Posted on May 6, 2019

AIM, Jonathan Metzl, and the Illusion of Oppression

Gregory Hood, American Renaissance, May 6, 2019

The American Identity Movement recently protested a speech by Jonathan Metzl, author of Dying of Whiteness: How the Politics of Racial Resentment Is Killing America’s Heartland. Prof. Metzl’s book argues that white identity politics leads Middle American whites to vote against their own interests on issues such as immigration, health care, and social services. AIM — uninvited — offered Prof. Metzl’s audience a different message: Whites won’t give away their homeland in exchange for handouts. Nationalists can have a country of their own that offers a good standard of living.

Media responded with horror:

One journalist, Ike Ejiochi of Fox 5, implicitly threatened violence (before deleting his tweet).

University of Berkeley professor Stephanie E. Jones-Rogers was blunt about it.

The Mayor of Washington, D.C., Muriel Bowser, tied the protest to a synagogue shooting.

To some journalists, AIM’s protest was sacrilege. Petula Dvorak in The Washington Post called the left-leaning bookstore a “temple of words and pages, a church of discussion and debate.” Though it was a peaceful protest and far less threatening than what conservatives endure on campuses, Miss Dvorak invoked the Holocaust and synagogue shootings, associating the protest with the “threat of violence and ugliness the fuels it.”

Miss Dvorak mocked the identitarians for not being willing to debate Prof. Metzl, but American Identity Movement president Patrick Casey has more than once challenged Prof. Metzl to a debate. Prof. Metzl refuses, and claims the protest was about “intimidation.” This is a classic leftist tactic — people with massive establishment support claim to be threatened by small dissident groups.

Prof. Metzl made the most of his “intimidation.” Joy Reid of MSNBC gave him a softball interview. He got several stories of sympathetic coverage in The Washington Post. In one called “White nationalists interrupt author at Politics and Prose,” there were no quotations from AIM except for two brief slogans from the protest. Prof. Metzl was quoted extensively, calling AIM protesters “Nazis.” The Post filed the story under the category of “Public Safety.”

Later The Washington Post gave Prof. Metzl a platform for an editorial called “It’s time to talk about being white in America.” “It’s not enough for well-meaning whites to #resist specific policies,” he wrote. “They need to contest his [President Trump’s] very definition of whiteness.” Just like Robin DiAngelo, Prof. Metzl wants whites to abandon their racial identity. While white workers must “see their privilege and begin the work of dismantling it,” Prof. Metzl and Prof. DiAngelo will no doubt increase their own privilege by charging fat fees to supervise the reeducation process.

How much does Prof. Metzl care about workers? He retweeted photos of the protest, presumably so participants could be identified and fired by their employers. Others called for doxing and purges.

Prof. Metzl isn’t challenging privilege. He typifies it. He enjoys prominent media platforms and favorable coverage. He can avoid debate. Meanwhile, his opponents are threatened with economic ruin by the powerful capitalists he supposedly opposes. He is a pillar of the system, not a challenge to it.

Prof. Metzl is not speaking truth to power. He’s speaking power to truth. He doesn’t want a discussion about being white in America; he wants to silence anyone who does.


= Assignment =
Lines in the listing below that include the word "Parcelas" need to be copied.

= Provided entries =
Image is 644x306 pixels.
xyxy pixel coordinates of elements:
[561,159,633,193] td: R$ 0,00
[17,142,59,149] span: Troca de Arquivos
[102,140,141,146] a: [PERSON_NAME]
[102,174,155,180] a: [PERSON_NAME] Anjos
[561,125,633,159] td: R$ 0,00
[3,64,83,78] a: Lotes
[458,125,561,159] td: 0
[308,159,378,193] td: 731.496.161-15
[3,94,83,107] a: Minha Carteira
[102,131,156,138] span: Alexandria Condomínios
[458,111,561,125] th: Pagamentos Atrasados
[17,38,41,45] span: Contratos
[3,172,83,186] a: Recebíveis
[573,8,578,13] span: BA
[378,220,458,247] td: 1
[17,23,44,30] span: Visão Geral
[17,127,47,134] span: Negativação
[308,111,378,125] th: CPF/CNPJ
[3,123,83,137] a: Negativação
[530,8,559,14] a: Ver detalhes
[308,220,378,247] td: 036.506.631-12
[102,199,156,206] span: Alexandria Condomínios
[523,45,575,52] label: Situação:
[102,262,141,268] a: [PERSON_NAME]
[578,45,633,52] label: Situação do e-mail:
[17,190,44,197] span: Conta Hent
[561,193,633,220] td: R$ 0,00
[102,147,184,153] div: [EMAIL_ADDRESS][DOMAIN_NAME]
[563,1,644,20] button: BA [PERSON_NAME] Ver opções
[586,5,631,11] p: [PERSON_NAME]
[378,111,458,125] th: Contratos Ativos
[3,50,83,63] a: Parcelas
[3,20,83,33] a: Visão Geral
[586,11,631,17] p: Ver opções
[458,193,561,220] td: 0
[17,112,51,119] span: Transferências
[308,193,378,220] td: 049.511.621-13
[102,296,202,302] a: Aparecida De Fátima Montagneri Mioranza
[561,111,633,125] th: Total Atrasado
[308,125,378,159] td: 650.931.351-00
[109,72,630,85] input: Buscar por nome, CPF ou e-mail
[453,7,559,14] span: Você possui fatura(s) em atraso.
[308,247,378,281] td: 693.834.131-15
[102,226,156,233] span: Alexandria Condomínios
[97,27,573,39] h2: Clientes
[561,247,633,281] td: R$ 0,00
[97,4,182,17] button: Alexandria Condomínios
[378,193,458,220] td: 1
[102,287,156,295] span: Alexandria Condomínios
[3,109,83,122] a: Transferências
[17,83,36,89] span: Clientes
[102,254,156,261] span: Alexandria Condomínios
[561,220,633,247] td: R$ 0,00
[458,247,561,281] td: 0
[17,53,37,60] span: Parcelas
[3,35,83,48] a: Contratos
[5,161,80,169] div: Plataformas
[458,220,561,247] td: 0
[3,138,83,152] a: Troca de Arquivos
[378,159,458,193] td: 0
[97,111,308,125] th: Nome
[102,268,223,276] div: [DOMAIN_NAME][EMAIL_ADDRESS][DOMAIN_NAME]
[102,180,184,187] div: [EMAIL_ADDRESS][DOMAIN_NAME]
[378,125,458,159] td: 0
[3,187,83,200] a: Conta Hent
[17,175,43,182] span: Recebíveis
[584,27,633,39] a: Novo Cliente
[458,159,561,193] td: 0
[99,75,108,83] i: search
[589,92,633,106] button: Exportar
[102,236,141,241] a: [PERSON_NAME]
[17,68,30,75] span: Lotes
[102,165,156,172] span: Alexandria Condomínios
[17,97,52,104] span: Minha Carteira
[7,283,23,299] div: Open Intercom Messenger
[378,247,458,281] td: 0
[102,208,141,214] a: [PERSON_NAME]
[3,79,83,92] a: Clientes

---

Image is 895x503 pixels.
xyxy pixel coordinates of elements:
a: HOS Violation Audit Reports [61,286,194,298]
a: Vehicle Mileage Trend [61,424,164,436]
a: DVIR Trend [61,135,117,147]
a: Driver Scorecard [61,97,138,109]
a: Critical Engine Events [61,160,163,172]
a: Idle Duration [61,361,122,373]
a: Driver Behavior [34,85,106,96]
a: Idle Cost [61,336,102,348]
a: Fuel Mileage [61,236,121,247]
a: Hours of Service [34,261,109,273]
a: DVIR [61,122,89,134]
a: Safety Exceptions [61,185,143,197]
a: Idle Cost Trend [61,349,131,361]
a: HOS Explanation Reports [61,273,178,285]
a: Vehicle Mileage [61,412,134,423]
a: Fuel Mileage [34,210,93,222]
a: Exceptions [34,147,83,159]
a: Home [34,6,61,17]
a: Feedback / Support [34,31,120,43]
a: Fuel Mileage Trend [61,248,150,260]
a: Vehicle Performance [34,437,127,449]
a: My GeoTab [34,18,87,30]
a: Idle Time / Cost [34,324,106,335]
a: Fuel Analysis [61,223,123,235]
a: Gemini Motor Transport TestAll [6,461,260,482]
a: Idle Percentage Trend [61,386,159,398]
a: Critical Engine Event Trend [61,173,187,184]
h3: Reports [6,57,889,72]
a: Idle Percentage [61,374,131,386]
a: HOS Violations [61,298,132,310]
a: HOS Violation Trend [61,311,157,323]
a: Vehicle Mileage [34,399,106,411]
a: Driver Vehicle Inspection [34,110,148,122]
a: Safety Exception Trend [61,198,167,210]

= Final answer =
[3,50,83,63] a: Parcelas
[17,53,37,60] span: Parcelas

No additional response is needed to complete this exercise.